Loans
Second mortgages
A second mortgage lets your company or trust raise capital against property you already own, sitting behind your existing mortgage — so there's no refinance and your first facility stays untouched. It suits a clear, time-limited need backed by a credible exit, and it can settle in days.
Indicative only — subject to assessment. Placeholder figures.
How a second mortgage works
A second mortgage is a registered loan that sits behind the mortgage already on your property. Your first facility stays exactly as it is — same rate, same lender, no refinance — and the new loan takes second ranking on the title. Because it draws on equity you already hold, you can raise capital without disturbing a first-mortgage rate that’s worth keeping.
How much is available comes down to the combined loan-to-value ratio: your existing balance plus the new loan, measured against the property’s assessed value — typically up to around 75% for business-purpose lending, and subject to assessment. Indicative pricing starts from around 1.45% per month; the rate you’re offered depends on the combined LVR, the property and your exit, and is set after assessment. Interest is usually fixed for the term and can be capitalised, so there need be no monthly repayments to service if that suits the structure — you settle principal and interest at the exit.

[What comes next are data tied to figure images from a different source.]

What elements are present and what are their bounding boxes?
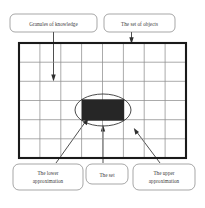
the-set-callout: The set	[86, 164, 128, 184]
lower-approximation-callout-label-line2: approximation	[33, 178, 64, 184]
rough-set-diagram: Granules of knowledge The set of objects…	[0, 0, 205, 208]
upper-approximation-callout-label-line2: approximation	[149, 178, 180, 184]
upper-approximation-callout: The upper approximation	[133, 164, 195, 190]
set-of-objects-callout: The set of objects	[104, 14, 175, 32]
lower-approximation-callout-label-line1: The lower	[37, 170, 58, 176]
lower-approximation-rect	[82, 100, 124, 121]
granules-callout: Granules of knowledge	[10, 14, 97, 32]
the-set-callout-label: The set	[99, 172, 115, 178]
lower-approximation-callout: The lower approximation	[13, 164, 83, 190]
granules-callout-label: Granules of knowledge	[29, 21, 78, 27]
upper-approximation-callout-box	[133, 164, 195, 190]
upper-approximation-callout-label-line1: The upper	[153, 170, 174, 176]
granules-arrow	[51, 32, 55, 82]
lower-approximation-callout-box	[13, 164, 83, 190]
set-of-objects-callout-label: The set of objects	[121, 21, 158, 27]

What it’s typically used for
Second mortgages do the jobs a bank either can’t price or can’t reach in time. Common ones: paying out an ATO or tax debt before it blocks a refinance, funding a deal or acquisition closing this week, bridging a settlement, consolidating higher-rate short-term debt, or releasing working capital for a clear, time-limited purpose. The common thread is a defined need and a credible exit — a sale, a refinance, or incoming funds — within the term.
What we’ll need
Less than a bank asks for. The essentials are the property and its current first-mortgage balance, the amount you’re after, what it’s for, and how the loan gets repaid. A registered second mortgage needs the first-mortgage holder to agree a priority arrangement (a deed of priority); we confirm that position upfront so there are no surprises late in the process. With the security details and a clear exit, settlement can often happen within days. Funding is business-purpose only — for companies and trusts — and we structure the file properly before anything is committed.

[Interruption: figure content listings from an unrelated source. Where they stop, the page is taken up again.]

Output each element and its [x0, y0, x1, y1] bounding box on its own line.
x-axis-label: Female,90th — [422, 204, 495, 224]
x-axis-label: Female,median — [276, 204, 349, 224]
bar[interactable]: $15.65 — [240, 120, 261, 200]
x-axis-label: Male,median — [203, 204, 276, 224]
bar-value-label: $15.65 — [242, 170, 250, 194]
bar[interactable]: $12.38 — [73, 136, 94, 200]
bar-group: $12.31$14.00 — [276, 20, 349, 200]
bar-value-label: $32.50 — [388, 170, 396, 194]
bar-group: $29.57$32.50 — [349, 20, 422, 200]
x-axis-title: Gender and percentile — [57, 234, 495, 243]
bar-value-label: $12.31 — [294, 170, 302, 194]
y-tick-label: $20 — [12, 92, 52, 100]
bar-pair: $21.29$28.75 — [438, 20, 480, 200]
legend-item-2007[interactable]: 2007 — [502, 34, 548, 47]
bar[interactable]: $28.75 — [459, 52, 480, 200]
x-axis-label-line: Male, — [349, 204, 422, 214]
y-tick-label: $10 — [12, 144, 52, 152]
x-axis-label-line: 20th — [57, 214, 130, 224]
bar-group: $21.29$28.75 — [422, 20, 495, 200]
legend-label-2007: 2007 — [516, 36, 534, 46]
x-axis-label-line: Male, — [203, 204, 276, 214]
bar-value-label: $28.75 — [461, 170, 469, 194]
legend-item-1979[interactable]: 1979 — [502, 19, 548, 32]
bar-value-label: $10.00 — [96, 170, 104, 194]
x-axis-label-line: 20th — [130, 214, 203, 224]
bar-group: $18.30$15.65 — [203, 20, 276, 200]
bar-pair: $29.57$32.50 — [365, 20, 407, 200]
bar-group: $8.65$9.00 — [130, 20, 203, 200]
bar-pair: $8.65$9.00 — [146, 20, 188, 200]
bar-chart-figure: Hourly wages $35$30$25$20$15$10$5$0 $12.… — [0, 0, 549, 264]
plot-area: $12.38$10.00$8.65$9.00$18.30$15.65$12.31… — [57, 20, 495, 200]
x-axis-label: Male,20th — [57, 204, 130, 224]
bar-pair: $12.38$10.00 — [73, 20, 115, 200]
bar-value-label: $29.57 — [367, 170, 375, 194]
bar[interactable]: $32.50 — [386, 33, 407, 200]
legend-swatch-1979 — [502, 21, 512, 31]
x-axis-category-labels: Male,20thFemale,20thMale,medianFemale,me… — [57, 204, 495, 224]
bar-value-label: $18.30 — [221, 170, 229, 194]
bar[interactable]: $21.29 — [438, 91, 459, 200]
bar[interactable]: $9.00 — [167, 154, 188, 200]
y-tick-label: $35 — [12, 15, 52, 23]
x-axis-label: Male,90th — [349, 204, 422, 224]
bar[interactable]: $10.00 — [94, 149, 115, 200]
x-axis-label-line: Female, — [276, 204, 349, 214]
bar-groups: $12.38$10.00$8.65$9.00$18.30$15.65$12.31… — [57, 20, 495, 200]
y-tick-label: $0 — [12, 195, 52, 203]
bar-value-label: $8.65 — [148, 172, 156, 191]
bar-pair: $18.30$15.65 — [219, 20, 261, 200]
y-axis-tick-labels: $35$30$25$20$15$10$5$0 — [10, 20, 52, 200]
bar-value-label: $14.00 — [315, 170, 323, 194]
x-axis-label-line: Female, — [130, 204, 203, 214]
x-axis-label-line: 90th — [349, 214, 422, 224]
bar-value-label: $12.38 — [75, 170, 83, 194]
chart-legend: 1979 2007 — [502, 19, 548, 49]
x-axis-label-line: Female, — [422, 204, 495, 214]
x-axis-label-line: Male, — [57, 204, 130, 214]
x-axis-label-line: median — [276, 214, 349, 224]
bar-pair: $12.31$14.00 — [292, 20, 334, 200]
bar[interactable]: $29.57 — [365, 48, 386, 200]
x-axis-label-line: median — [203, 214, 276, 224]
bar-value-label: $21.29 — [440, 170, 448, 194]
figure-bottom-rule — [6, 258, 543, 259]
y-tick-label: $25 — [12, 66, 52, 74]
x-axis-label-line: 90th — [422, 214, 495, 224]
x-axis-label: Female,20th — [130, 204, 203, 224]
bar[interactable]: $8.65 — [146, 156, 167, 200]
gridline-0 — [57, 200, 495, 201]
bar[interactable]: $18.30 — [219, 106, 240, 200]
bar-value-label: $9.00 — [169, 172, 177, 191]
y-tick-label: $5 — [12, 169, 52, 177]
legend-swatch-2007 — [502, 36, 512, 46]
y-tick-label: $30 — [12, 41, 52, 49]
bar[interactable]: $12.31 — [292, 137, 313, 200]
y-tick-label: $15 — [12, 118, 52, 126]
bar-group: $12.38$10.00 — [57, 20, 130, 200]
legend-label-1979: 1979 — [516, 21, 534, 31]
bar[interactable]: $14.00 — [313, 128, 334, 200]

- Companies or trusts with equity in property and a clear exit
- Borrowers who need capital without refinancing a good first-rate facility
- Time-sensitive needs a bank can't meet in the window
- Owner-occupier consumer borrowers (business-purpose only)
- Anyone without a realistic repayment or refinance exit
- Property where the combined position leaves too little equity
How it compares
FAQ
Do I need my first lender's consent?
Sometimes. A registered second mortgage can require the first-mortgage holder to agree a priority arrangement — a deed of priority. We confirm that position for your security upfront so it doesn't surface late.

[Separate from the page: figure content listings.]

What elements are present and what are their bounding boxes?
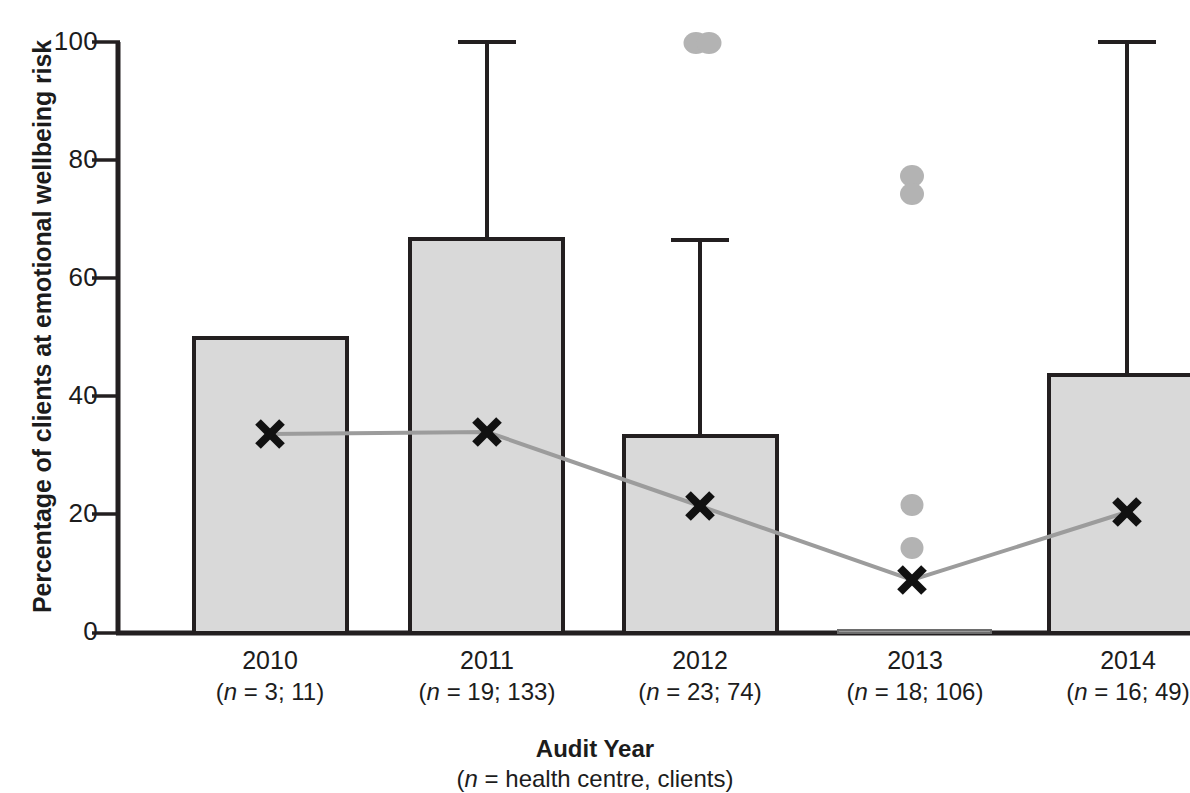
outlier-dot	[901, 494, 924, 516]
x-tick-2012: 2012 (n = 23; 74)	[585, 645, 815, 707]
x-tick-year-2014: 2014	[1013, 645, 1190, 677]
plot-area	[0, 0, 1190, 700]
x-tick-2013: 2013 (n = 18; 106)	[800, 645, 1030, 707]
x-tick-year-2013: 2013	[800, 645, 1030, 677]
x-tick-2014: 2014 (n = 16; 49)	[1013, 645, 1190, 707]
error-bar-2012	[671, 240, 729, 436]
bar-2010	[194, 338, 347, 633]
x-tick-year-2012: 2012	[585, 645, 815, 677]
x-tick-note-2012: (n = 23; 74)	[585, 677, 815, 707]
x-tick-year-2011: 2011	[372, 645, 602, 677]
x-tick-note-2011: (n = 19; 133)	[372, 677, 602, 707]
outlier-dot	[697, 32, 722, 54]
outlier-dot	[900, 183, 924, 205]
outlier-dot	[901, 537, 924, 559]
x-tick-note-2013: (n = 18; 106)	[800, 677, 1030, 707]
bar-series	[194, 239, 1190, 633]
x-axis-title: Audit Year	[0, 735, 1190, 763]
error-bar-2014	[1098, 42, 1156, 375]
mean-marker-2013	[900, 568, 924, 592]
chart-figure: Percentage of clients at emotional wellb…	[0, 0, 1190, 793]
x-tick-note-2014: (n = 16; 49)	[1013, 677, 1190, 707]
x-tick-2011: 2011 (n = 19; 133)	[372, 645, 602, 707]
x-tick-note-2010: (n = 3; 11)	[155, 677, 385, 707]
x-tick-2010: 2010 (n = 3; 11)	[155, 645, 385, 707]
bar-2012	[624, 436, 777, 633]
x-axis-subtitle: (n = health centre, clients)	[0, 765, 1190, 793]
bar-2013	[838, 630, 991, 633]
x-tick-year-2010: 2010	[155, 645, 385, 677]
error-bar-2011	[458, 42, 516, 239]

How fast can a second mortgage settle?
Often within days
Will it change my first mortgage?
No. Your first facility stays exactly as it is — same rate
Can a company or trust use a second mortgage to clear an ATO debt?
Yes — it's a common use. Releasing equity behind your existing mortgage can pay out a tax debt that's blocking a refinance
Raise capital against your property.
The amount, the asset and the timeframe. We’ll review and come back to you fast.